In America, Walt Disney’s most dedicated fans are known as Disney adults. This is the group that loses thousands of dollars every year on park visits, fainting from the distinct smell of water in the Pirates of the Caribbean ride. For outsiders, their dedication to a children’s brand is embarrassing. Even Disney’s feelings towards them are complicated.
In an interview with The Hollywood Reporter this month, Disney CEO Bob Chapek hinted that fans who paid expensive annual passes visited so often they blocked out the parks: “We love superfans. , obviously. But we also love fans who don’t have the same expression of their fandom. . . we need to make sure there’s room in the park for the Denver family that comes once every five years. Access to many annual pass options has been suspended. Pre-booking of visits is now mandatory.
Few companies can claim superfans as customers. Maybe Tesla. Maybe Apple. At Disney, fan devotion has brought US theme park attendance back to pre-pandemic levels. This allowed the company to move from family-centric vacations to more expensive experiences such as cruise ships. Last quarter, Disney Parks, Experiences and Merchandise revenue grew to $7.4 billion from $4.3 billion a year earlier. Cutting a favorite product could be a risky decision.
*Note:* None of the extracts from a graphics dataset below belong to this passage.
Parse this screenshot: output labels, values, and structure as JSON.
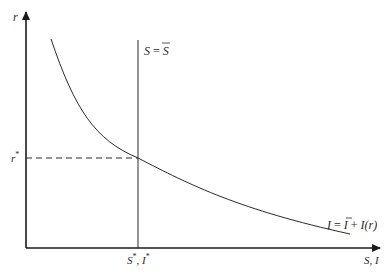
{
  "diagram": {
    "type": "economics-saving-investment",
    "y_axis_label": "r",
    "x_axis_label": "S, I",
    "vertical_line_label": {
      "lhs": "S",
      "eq": " = ",
      "rhs": "S"
    },
    "curve_label": {
      "lhs": "I",
      "eq": " = ",
      "bar": "I",
      "plus": " + ",
      "func": "I(r)"
    },
    "equilibrium_rate_label": "r",
    "equilibrium_rate_sup": "*",
    "equilibrium_quantity_label": "S",
    "equilibrium_quantity_sup": "*",
    "equilibrium_quantity_sep": ", ",
    "equilibrium_quantity_label2": "I",
    "equilibrium_quantity_sup2": "*",
    "colors": {
      "line": "#2a2a2a",
      "axis": "#1a1a1a"
    }
  }
}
I saw disney adults up close once. When I moved to California a few years ago, I persuaded a friend to come with me to Disneyland so I could see what I had missed growing up in England. We drove from Los Angeles to Anaheim on a quiet Tuesday in early December to visit the original park, built on an old orange grove in 1955. Because it was a school day, I assumed we would have the place for us alone. I was wrong. Thousands of vacationing adults swarmed around us, decked out in Disney merchandise. Each ride had a long queue. Just like every restaurant.
The hyperreality of Disney theme parks has made them the most popular resorts in the world. Setting up a haunted mansion next to the Wild West within sight of an enchanted castle and surrounding them with pretzel and hot dog stands creates sensory overload. For many visitors, the connection to childhood means Disney parks have more meaning than ordinary vacations. This means they are worth paying more for – park price increases outpace inflation. Yet even as other discretionary spending drops, Disney fans are still buying tickets.
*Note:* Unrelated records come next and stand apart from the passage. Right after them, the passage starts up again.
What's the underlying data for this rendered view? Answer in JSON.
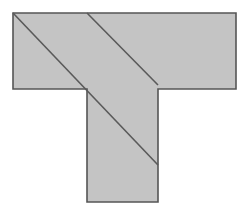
{
  "figure": {
    "canvas": {
      "width": 249,
      "height": 215,
      "background_color": "#ffffff"
    },
    "shape": {
      "name": "t-shape",
      "fill_color": "#c4c4c4",
      "outline_color": "#555555",
      "outline_width": 1.6,
      "vertices": [
        [
          13,
          13
        ],
        [
          236,
          13
        ],
        [
          236,
          89
        ],
        [
          158,
          89
        ],
        [
          158,
          202
        ],
        [
          87,
          202
        ],
        [
          87,
          89
        ],
        [
          13,
          89
        ]
      ]
    },
    "diagonals": [
      {
        "name": "upper-diagonal",
        "color": "#5a5a5a",
        "width": 1.6,
        "start": [
          87,
          13
        ],
        "end": [
          158,
          85
        ]
      },
      {
        "name": "lower-diagonal",
        "color": "#5a5a5a",
        "width": 1.6,
        "start": [
          13,
          13
        ],
        "end": [
          158,
          165
        ]
      }
    ]
  }
}
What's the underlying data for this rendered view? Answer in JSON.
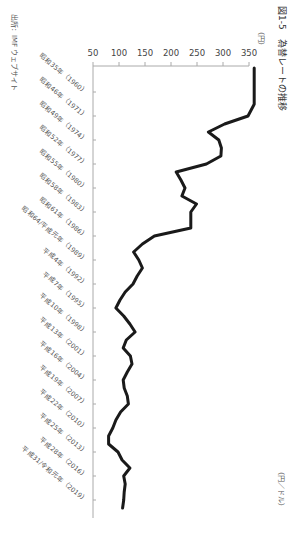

The problem is that superfans don’t spend as much per visit as casual visitors to the park. There are only a limited number of Minnie Mouse headbands that one person can wear. For some, the annual pass that allows shoppers to visit Disney parks throughout the year is also great value. A day trip to Disney World in Florida costs $109. The annual Incredi Pass is $1,299 plus tax. Visit once a month and you will break even. Go weekly and you’ll save over $4,000. The lag has shades of the MoviePass debacle, in which subscribers paid less than $10 a month for multiple trips to the movies. MoviePass assumed they might visit once or twice a month. But their willingness to watch movies day in and day out bankrupted the company.
Disney needs its parks to help subsidize the company’s massive investment in streaming. In August, Disney overtook Netflix on streaming subscriptions, triggering an existential panic among the latter’s investors. With 221 million paying viewers, Disney+ is a hit. Its decision to price the service below its competitors has encouraged signups. Subscriptions for Disney+, Hulu and ESPN+ combined are expected to bring in nearly $12 billion in revenue this year, according to Insider Intelligence.
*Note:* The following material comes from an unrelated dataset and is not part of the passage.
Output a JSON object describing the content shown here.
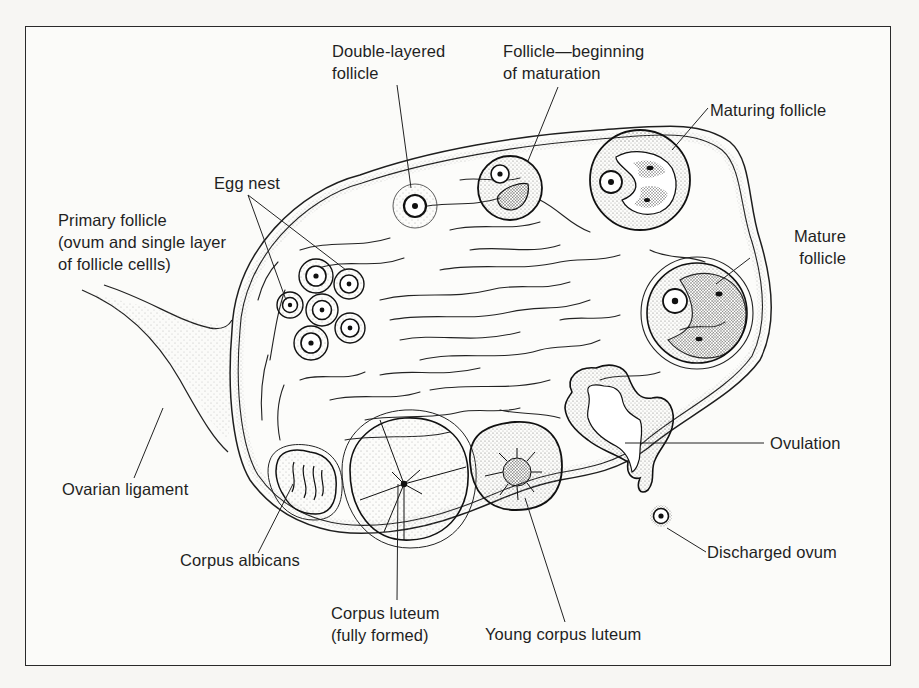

Disney’s ability to sell its intellectual property stands apart from services like Netflix, which has tried to sell merchandise but has no significant source of revenue other than streaming subscriptions.
But creating enough content to keep viewers watching is expensive. Disney has an impressive back catalog and has successfully leveraged franchises like Star Wars and Marvel to create new TV shows. But the costs are high. It posted an operating loss of $1.1 billion in the third quarter, three times more than in the same quarter a year earlier.
It is therefore essential to ensure that visitors to the park return and spend more. Disney is reportedly considering an Amazon Prime-style membership program that encompasses streaming, parks and merchandise.
Fans are not satisfied. At the recent D23 Expo, an annual event for diehard Disney supporters, there were complaints that annual passes were still suspended. Unfortunately for them, Chapek ran the parks division. He knows that the demand is far greater than the supply and that he is neutral enough to take advantage of it. Prices could double and visitors would buy them. Disney fans may groan but they will keep coming back.